In cluster mode, the selected host port is also replicated in the placement route map. Non-owner nodes bind the same public host port and proxy to the current owner, so tcp://<cluster-host>:<host-port> remains the intended stable endpoint after route convergence. If a failover owner cannot bind the replicated host port because something local already owns it, the exposure needs operator attention rather than silently changing to a different port.

exposePort(port, { protocol: "tls" }) reuses one shared listener (default :443), terminates TLS at the edge using Caddy's wildcard certificate, and forwards plaintext bytes to the container. The result has url in tls://<id>-<port>.<domain>:<l4-port> form.

Your backend speaks plain TCP - no certificate management, no renewal, no private key inside the container. Caddy's wildcard cert lives on the host and never crosses the container boundary.

const exposure = await sandbox.exposePort(5432, { protocol: "tls" });
// exposure.protocol === "tls"
// exposure.url === "tls://abc-5432.sandbox.example.com:443"

Requirement: domain mode. --domain must be configured (the SNI hostname needs an A record pointing at the host). Domain-mode installs always run DNS-01 wildcard TLS - install.sh requires --dns-provider and --dns-api-token whenever --domain is set, so TLS-SNI multiplexing is always available. caddy-l4 owns :443 (SB_L4_TLS_LISTEN=:443) and the regular Caddy HTTPS listener is relocated to 127.0.0.1:8443. Caddy's wildcard cert for *.<domain> is issued once via DNS-01 at startup and reused for every TLS-SNI exposure.

TLS is terminated at the edge by caddy-l4. Caddy's auto-managed wildcard cert is presented to the client; bytes after the handshake are forwarded as plaintext to the container. This means:

  • No cert lives inside the container. Your sandbox process speaks plain TCP and is unaware that clients connected over TLS.
  • No per-sandbox cert work happens at expose time. The wildcard already exists; we just add an SNI route to the layer4 server. Expose latency is one Caddy admin API call plus one SQLite insert.
  • mTLS, custom ALPN, and HTTP/2 client-cert auth are not supported in this mode - the terminator consumes the original handshake. Use protocol: "tcp" if you need those.

Reconcile keeps caddy and the sandbox database in sync across all three protocols (http, tcp, tls). The periodic loop and POST /v1/admin/reconcile both:

  • Re-upsert routes for running sandboxes whose caddy entries are missing.
  • Drop routes when the underlying sandbox is destroyed.
  • Garbage-collect zombie caddy routes / layer4 servers whose IDs match our convention but no longer correspond to any DB row (e.g. after a destroyed-row TTL purge or development DB wipe).

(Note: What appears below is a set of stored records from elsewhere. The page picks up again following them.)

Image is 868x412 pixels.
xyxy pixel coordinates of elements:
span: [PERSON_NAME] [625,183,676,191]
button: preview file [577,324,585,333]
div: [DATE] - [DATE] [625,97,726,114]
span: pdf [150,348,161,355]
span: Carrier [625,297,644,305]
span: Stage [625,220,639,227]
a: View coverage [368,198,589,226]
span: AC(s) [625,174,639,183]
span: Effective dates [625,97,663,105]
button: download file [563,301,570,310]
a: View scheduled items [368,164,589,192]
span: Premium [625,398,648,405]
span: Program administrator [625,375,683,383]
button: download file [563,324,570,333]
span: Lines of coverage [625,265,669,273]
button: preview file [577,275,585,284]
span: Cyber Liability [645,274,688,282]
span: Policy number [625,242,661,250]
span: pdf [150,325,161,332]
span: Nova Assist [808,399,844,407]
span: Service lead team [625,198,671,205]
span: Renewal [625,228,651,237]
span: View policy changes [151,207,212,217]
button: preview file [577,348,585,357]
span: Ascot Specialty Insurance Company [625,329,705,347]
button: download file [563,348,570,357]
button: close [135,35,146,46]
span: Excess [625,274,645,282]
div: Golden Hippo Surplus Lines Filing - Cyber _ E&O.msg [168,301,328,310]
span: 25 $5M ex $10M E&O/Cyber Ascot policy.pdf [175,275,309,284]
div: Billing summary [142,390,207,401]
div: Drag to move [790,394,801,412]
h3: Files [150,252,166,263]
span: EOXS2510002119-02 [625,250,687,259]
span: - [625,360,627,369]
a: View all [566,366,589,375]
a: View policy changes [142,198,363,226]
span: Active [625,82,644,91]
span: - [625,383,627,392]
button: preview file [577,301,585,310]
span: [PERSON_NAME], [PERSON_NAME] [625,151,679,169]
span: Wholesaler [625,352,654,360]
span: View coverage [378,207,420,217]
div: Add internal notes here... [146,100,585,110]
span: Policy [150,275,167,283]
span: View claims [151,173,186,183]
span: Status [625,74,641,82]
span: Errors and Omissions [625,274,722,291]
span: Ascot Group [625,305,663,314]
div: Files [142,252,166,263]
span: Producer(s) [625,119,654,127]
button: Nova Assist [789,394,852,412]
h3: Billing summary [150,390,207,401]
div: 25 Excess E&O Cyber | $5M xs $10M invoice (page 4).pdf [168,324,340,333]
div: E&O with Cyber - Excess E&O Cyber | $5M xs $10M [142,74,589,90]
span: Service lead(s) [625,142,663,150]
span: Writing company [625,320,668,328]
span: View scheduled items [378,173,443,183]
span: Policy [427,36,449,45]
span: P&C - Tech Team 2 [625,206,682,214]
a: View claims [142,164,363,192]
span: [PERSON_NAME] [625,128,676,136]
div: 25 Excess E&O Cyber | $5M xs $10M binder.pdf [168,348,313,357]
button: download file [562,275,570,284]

See Reconcile for full details.

unexposePort(port) tears down whichever surface the port was published on - HTTP, TCP, or TLS. The daemon dispatches on the recorded protocol from the exposed_ports row, so the caller does not need to remember which protocol was used:

await sandbox.exposePort(3000); // -> { protocol: "http", url }
await sandbox.exposePort(5432, { protocol: "tcp" }); // -> { protocol: "tcp", url, host, hostPort }
await sandbox.exposePort(6379, { protocol: "tls" }); // -> { protocol: "tls", url }
// All tear down with the same call:
await sandbox.unexposePort(3000);
await sandbox.unexposePort(5432);
await sandbox.unexposePort(6379);

The daemon dispatches on the protocol stored on the exposed_ports row:

Recorded protocolCaddy surface torn downHost-side cleanup
http (or empty, for legacy rows)DELETE /id/sandbox-<id>-port-<port> on the HTTP servernone
tcpDELETE /config/apps/layer4/servers/tcp-port-<host-port>host port returns to the [22000, 23000] pool
tlsDELETE /id/sandbox-<id>-port-<port>-tls on the SNI muxnone

In every case the row in exposed_ports is deleted and the toolbox port allowlist is refreshed so subsequent calls to /proxy/<port>/ on the public sandbox URL are rejected immediately.

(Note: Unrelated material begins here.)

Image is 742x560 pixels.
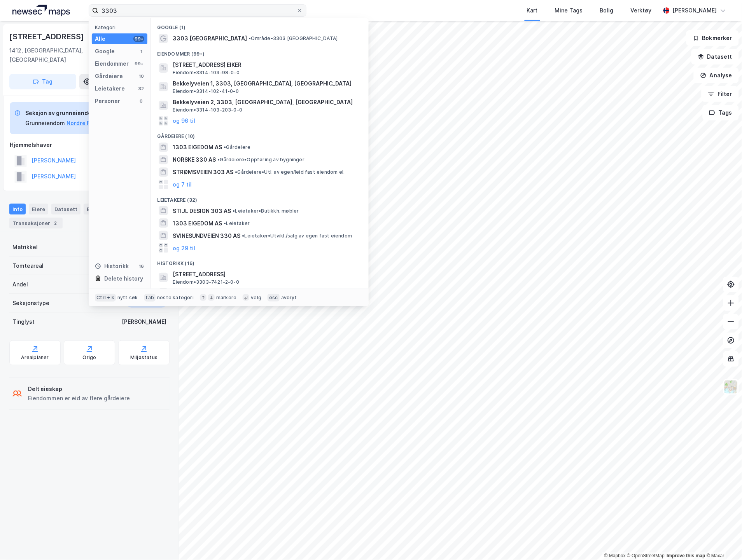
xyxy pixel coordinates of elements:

(sandbox_id, port) allows only one row at a time, so re-exposing the same port under a different protocol fails fast with port N already exposed as <proto>; unexpose it first. Call unexposePort(port) and then re-exposePort with the new options.

  • TCP vs TLS Ports - deeper picker for choosing between protocol: "tcp" and protocol: "tls".
  • Preview - HTTPS-shaped exposures.
  • Port Allowlist - explicit exposure before public traffic is accepted.
  • Reconcile - how caddy state is kept consistent with the database.